Zozobra
Will Shuster
Created : 1964
Loaned : 1991
Medium : Mural
Dimensions: 72 inx84 in
Located: 3rd Floor,South Main Hallway
Will Shuster’s oil on canvas murals of Zozobra have been on loan to the CAC since 1993. They are removed annually during Fiestas for exhibition at the Museum of Fine Arts and returned shortly after.

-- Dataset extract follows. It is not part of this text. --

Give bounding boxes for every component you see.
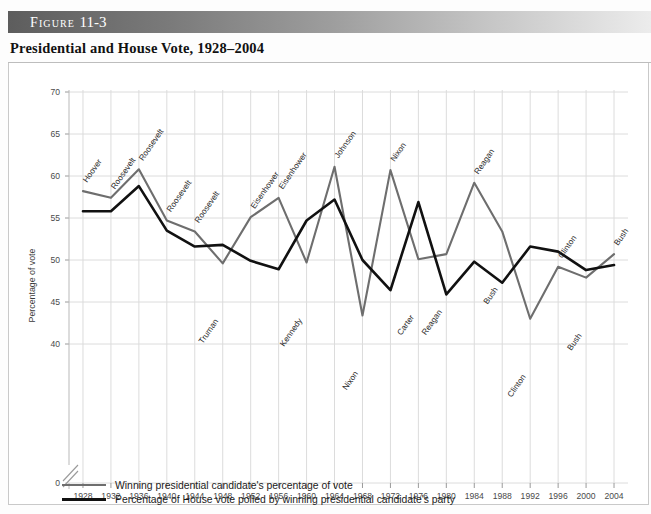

Lent by the Museum of Fine Arts, Museum of New Mexico
Santa Fe
These murals, which for years adorned the walls of El Nido, a Tesuque restaurant, were purchased for the permanent collection of the museum, with major funds donated by Margot and Robert Linton and Las Trigos Fund. Additional support was provided through the Council for Art of the West and donations from Phyllis and Ed Gladden, Mr. and Mrs. Jay McDonald Williams, the Santa Fe Kiwanis Club, Charles and Valerie Diker, Frank and Dolores Ortiz, Helen Shuster, James S. Ipiotis, Ray Sandoval, and a partial gift from Irene Arias Walker in memory of Raymond Arias.
Will Shuster, a lively member of the Santa Fe art colony and the famous artists’ group, Las Cinco Pintores, came to Santa Fe from Philadelphia in 1920 to recuperate from injuries he received after being gassed in World War I. He remained in Santa Fe after his recovery and was loved by all who knew him. In 1926, Shuster, along with other members of the artist colony, felt that the annual Santa Fe Fiesta had become dull and commercialized and decided to liven it up. “Somebody had been down to Mexico,” Shuster recalled, “and had seen a parade where they carried a figure of Judas and beat it with colored whips and later burned it.” Shuster created the effigy, named “Zozobra” (old man gloom), E. Dana Johnson, Shuster’s friend and editor of the Santa Fe New Mexican.
Every year, Zozobra’s anguished moans and groans loudly proclaim the death of gloom, doom, and despair and the beginning of fiesta! Through the years, Will Shuster has come to represent the early Santa Fe art colony itself, just as Zozobra has come to symbolize the Santa Fe Fiesta.